The term itself is, like most things western, of a Greek origin. It means ‘not falling together’. And it reminds me very powerfully of economics and politics.
Reason, as in the case of asymptotes, tells you they should come together. Experience tells you otherwise.
So what we have is economists blathering on as if there is no politics, and politicians carrying on as if there is nothing like economic sense. It is not hard to guess who wins. As a result is every country in the world is in a mess.
An example
Consider India’s demonetisation experience. Although it had no justification whatsoever, both politicians and economists have defended it.
The politicians say it was to eliminate black money. If that was the objective they would have been better off reducing taxes instead of increasing them a few months later via the GST.
The economists are less certain but they say demonetisation will help in going digital. They are, however, unable to decide which costs less – cash or digital transactions. Truth is, it doesn’t matter.
In the event, the political argument for demonetisation sold better than the economic argument. The BJP won the UP election and, after an initial spurt in digital transactions because there was no cash around, people have gone back to good old cash which no one can trace.
After all, who wants to pay such high taxes and also tangle with a tax bureaucracy whose arbitrariness is reduced only by ‘other’ means? Economists, when they discuss efficient taxation, don’t factor this in because corruption is about politics, not economics. Indeed, it is an integral part of it.
Equity V Efficiency
It’s not just in taxation where this disjunction exists. You find the same thing in the application of macroeconomic and microeconomic principles.
Ever since John Maynard Keynes formalised macroeconomics via his famous identity that requires the government to be a major player in the economy, politics became the gorilla in the room. Economists, however, simply ignore it.
But when it comes to microeconomics or issues of firm and industry level efficiency, it is the politicians who turn a blind eye. They pretend efficiency is irrelevant to the larger goal of equity which is the main concern of politics.
Result: asymptotic policies. You can see them all over, even in China where politics is not about people but about factions and warlords.
Indian problem
India’s problem, however, is a much bigger one. Here the gap between the line and the curve is very large, not infinitesimally small.
Three Budget items bear witness to this: subsidies, wages and pensions and interest on past debt.
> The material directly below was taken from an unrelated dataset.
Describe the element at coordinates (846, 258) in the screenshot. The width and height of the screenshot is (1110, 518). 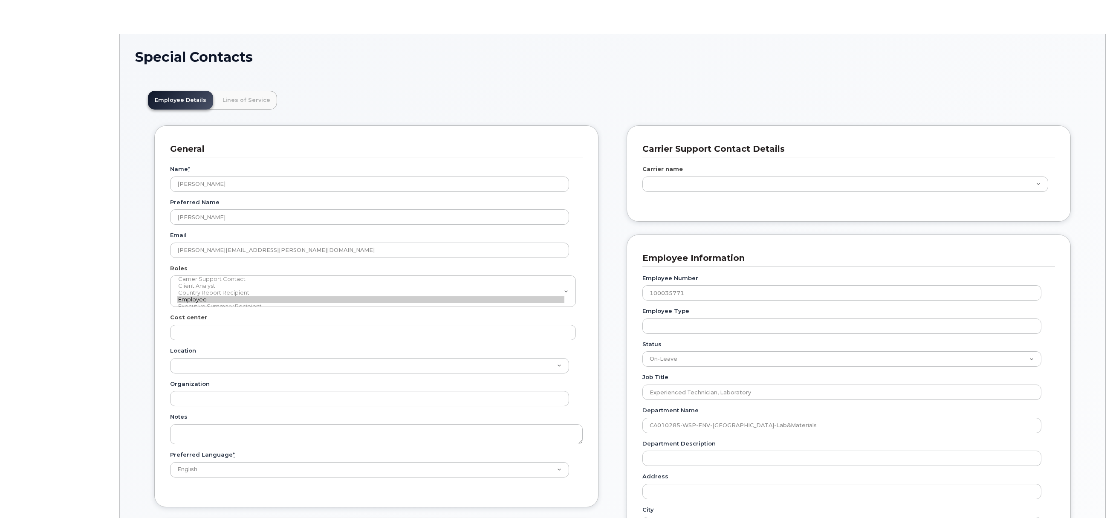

Each of these is an economic measure of a political need.
An equivalent economic measure of efficiency would be something like the incremental capital-output ratio which is very high in India. This ratio measures the amount of capital needed to increase output by one additional unit.
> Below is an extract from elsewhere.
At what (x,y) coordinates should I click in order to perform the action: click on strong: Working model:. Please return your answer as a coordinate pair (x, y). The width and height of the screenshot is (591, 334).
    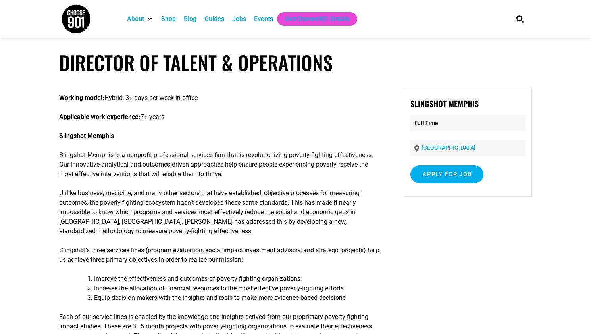
    Looking at the image, I should click on (82, 98).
If you study the economics literature you will find every reason listed and explored except the most obvious one – equity, or what is the same, politics.
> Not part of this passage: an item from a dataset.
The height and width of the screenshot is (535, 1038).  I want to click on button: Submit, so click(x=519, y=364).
The best example of this is the Industrial Disputes Act. It is designed to promote equity at the expense of efficiency. The most deleterious fallout is the scale of manufacturing in India – tiny.
Conclusion
Rapid growth is the result of rapid capital accumulation but the political concern with equity prevents it. The Modi government is an excellent example of this. Its efforts to close the gap between the line and the curve are doomed to end in very marginal success.